One week on from the Budget, it's clear the government has raised the tax to GDP ratio enough to give Reform an easy "Labour spent all the money" narrative.
But they're not doing much with it. People's lives are not going to improve. The geniuses present: the worst of all worlds. Again.
This weekend, Your Party members are discovering a culture of bureaucratic control freakery.
It's the same tendency that shut down Momentum's democracy, blocked Open Selections, witch hunted critics and demanded obedience. Those of us who opposed it then were branded wreckers.
So, now you know.
Net migration has plummeted. Contrary to all the lies we've been told, wages aren't about to go up.
Instead, we will find that we have no one to build the houses we need, and a worsening NHS staffing crisis. And a lot of young people emigrating from rainy fascism island.
In under 18 months, this government has:
- backed long prison sentences for climate activists
- prosecuted 2,000 people *as terrorists* for holding signs opposing genocide
- announced the end of trial by jury for almost all cases
Have we ever had a more authoritarian government?
"Greens arenβt afraid to say what so many people already believe: that clean water shouldnβt be a privilege, and pollution shouldnβt be profitable," writes Councillor Martin Abrams @martinabrams.bsky.social
leftfootforward.org/2025/11/when...
Surely Labour MPs realise that voting for the nastiest border regime in Europe will lose them their seats. "They'll vote for this shit holding their nose" doesn't work if we're wading in it.
We'll put it on every leaflet, through every door: they want to repeat the Windrush scandal every year.
Number of refugees per 1,000 people:
π±π§ Lebanon: 137
π©πͺ Germany: 31
πΈπͺ Sweden: 23
π§πͺ Belgium: 14
π³π± Netherlands: 13
π¬π§ UK: 6.5
We are not a "generous country". There is no crisis, other than a bankrupt political elite scapegoating the most vulnerable people on Earth.
The good news: Jeannette Jara, the candidate of the left, has won the first round of the Chilean Presidential election.
The bad news: she will face JosΓ© Antonio Kast, an open Pinochet fan, in the run off. He will be the favourite, with the right and far right having won a majority of the vote.
The thing about the people who run the Labour Party is that they're not very good at politics, which is a shame because that's their only job.
Their next act of genius is to copy Denmark's "tough" (far right) migration policy to stop the far right. In fact, the Danish far right is surging:
A thing I've grown to enjoy recently is people who say Polanski can't be left wing because he was a Lib Dem ten years ago.
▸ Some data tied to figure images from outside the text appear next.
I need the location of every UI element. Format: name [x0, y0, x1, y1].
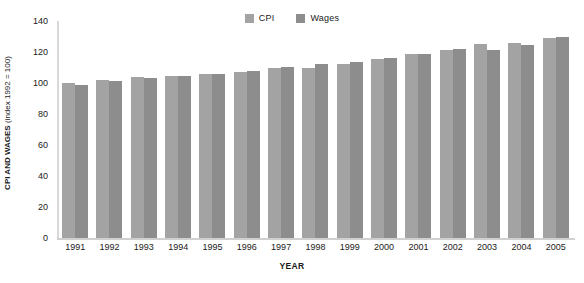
- x-axis-tick-label: 1993: [127, 243, 161, 252]
- x-axis-tick-label: 1994: [161, 243, 195, 252]
- bar-group: [367, 21, 401, 238]
- x-axis-tick-label: 1991: [58, 243, 92, 252]
- x-axis-line: [57, 238, 575, 240]
- y-axis-tick-label: 20: [8, 203, 48, 212]
- bar-cpi-1992[interactable]: [96, 80, 109, 238]
- y-axis-tick-label: 0: [8, 234, 48, 243]
- y-axis-tick-label: 60: [8, 141, 48, 150]
- bar-cpi-2003[interactable]: [474, 44, 487, 238]
- bar-cpi-2000[interactable]: [371, 59, 384, 238]
- bar-wages-1991[interactable]: [75, 85, 88, 238]
- bar-cpi-2001[interactable]: [405, 54, 418, 238]
- bar-group: [58, 21, 92, 238]
- bar-group: [161, 21, 195, 238]
- bar-cpi-1994[interactable]: [165, 76, 178, 238]
- y-axis-tick-label: 80: [8, 110, 48, 119]
- bar-group: [92, 21, 126, 238]
- bar-cpi-1998[interactable]: [302, 68, 315, 239]
- bar-wages-1995[interactable]: [212, 74, 225, 238]
- x-axis-tick-label: 1997: [264, 243, 298, 252]
- x-axis-tick-label: 2000: [367, 243, 401, 252]
- bar-group: [264, 21, 298, 238]
- x-axis-tick-label: 2005: [539, 243, 573, 252]
- bar-wages-1998[interactable]: [315, 64, 328, 238]
- bar-group: [470, 21, 504, 238]
- bar-wages-2002[interactable]: [453, 49, 466, 238]
- y-axis-tick-label: 140: [8, 17, 48, 26]
- bar-group: [230, 21, 264, 238]
- y-axis-title: CPI AND WAGES (index 1992 = 100): [4, 56, 12, 190]
- bar-group: [504, 21, 538, 238]
- y-axis-tick-label: 120: [8, 48, 48, 57]
- x-axis-title: YEAR: [0, 261, 584, 271]
- bar-group: [127, 21, 161, 238]
- bar-wages-1994[interactable]: [178, 76, 191, 238]
- x-axis-tick-label: 2001: [401, 243, 435, 252]
- bar-group: [401, 21, 435, 238]
- x-axis-tick-label: 1992: [92, 243, 126, 252]
- bar-wages-2000[interactable]: [384, 58, 397, 238]
- x-axis-tick-label: 1995: [195, 243, 229, 252]
- bar-wages-2001[interactable]: [418, 54, 431, 238]
- x-axis-tick-label: 2002: [436, 243, 470, 252]
- bar-chart: CPI Wages CPI AND WAGES (index 1992 = 10…: [0, 0, 584, 283]
- bar-wages-1997[interactable]: [281, 67, 294, 238]
- bar-wages-1993[interactable]: [144, 78, 157, 238]
- bars-container: [58, 21, 573, 238]
- bar-cpi-1997[interactable]: [268, 68, 281, 238]
- y-axis-tick-label: 40: [8, 172, 48, 181]
- bar-group: [195, 21, 229, 238]
- bar-wages-1992[interactable]: [109, 81, 122, 238]
- x-axis-ticks: 1991199219931994199519961997199819992000…: [58, 243, 573, 252]
- y-axis-tick-label: 100: [8, 79, 48, 88]
- bar-group: [539, 21, 573, 238]
- bar-group: [436, 21, 470, 238]
- bar-cpi-1991[interactable]: [62, 83, 75, 238]
- x-axis-tick-label: 2004: [504, 243, 538, 252]
- bar-wages-2004[interactable]: [521, 45, 534, 238]
- x-axis-tick-label: 2003: [470, 243, 504, 252]
- bar-wages-1999[interactable]: [350, 62, 363, 238]
- bar-cpi-2002[interactable]: [440, 50, 453, 238]
- bar-group: [298, 21, 332, 238]
- bar-cpi-1995[interactable]: [199, 74, 212, 238]
- bar-wages-2003[interactable]: [487, 50, 500, 238]
- bar-cpi-2005[interactable]: [543, 38, 556, 238]
- bar-cpi-1993[interactable]: [131, 77, 144, 238]
- bar-group: [333, 21, 367, 238]
- bar-wages-1996[interactable]: [247, 71, 260, 238]
- bar-cpi-2004[interactable]: [508, 43, 521, 238]
- bar-cpi-1996[interactable]: [234, 72, 247, 238]
- bar-wages-2005[interactable]: [556, 37, 569, 238]
- x-axis-tick-label: 1998: [298, 243, 332, 252]
- bar-cpi-1999[interactable]: [337, 64, 350, 238]
- x-axis-tick-label: 1996: [230, 243, 264, 252]
- x-axis-tick-label: 1999: [333, 243, 367, 252]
Usually they combine this view with being a super fan of Tony Benn, the establishment minister who once described himself as being "on the right wing of the middle of the road"
Sortition is sold as the solution to our democratic deficit. Michael Chessum argues that it is a chimaera ripe for undemocratic manoeuvres.
prometheusjournal.org/2025/11/04/a...
βZack Polanski is a former Liberal Democrat who talks about expropriating the rich; the Greens are a small environmentalist party transforming into a mass party of the left.β
@michaelchessum.bsky.social on the Green Partyβs renaissance, from the blog.
www.lrb.co.uk/blog/2025/oc...
If the Greens really were to replace Labour, this is what the early build-up might look.
Some thoughts for the @lrb.co.uk on the new left gathering around @zackpolanski.bsky.social, the contingent nature of green parties, and why this surge confounds commentators on left and right.
βAnti-capitalism and environmentalism are common bedfellows. But both the Green Partyβs activists and its sceptics would do well to avoid reading its fortunes off a script written abroad or in the past.β
@michaelchessum.bsky.social on the Green New Left.
www.lrb.co.uk/blog/2025/oc...
ID cards are an almost perfect piece of stupidity, designed to win over Reform voters because they like authoritarianism and state action.
Except Reform voters deeply mistrust the state (look at covid). And they want it to be authoritarian to people who *aren't them*.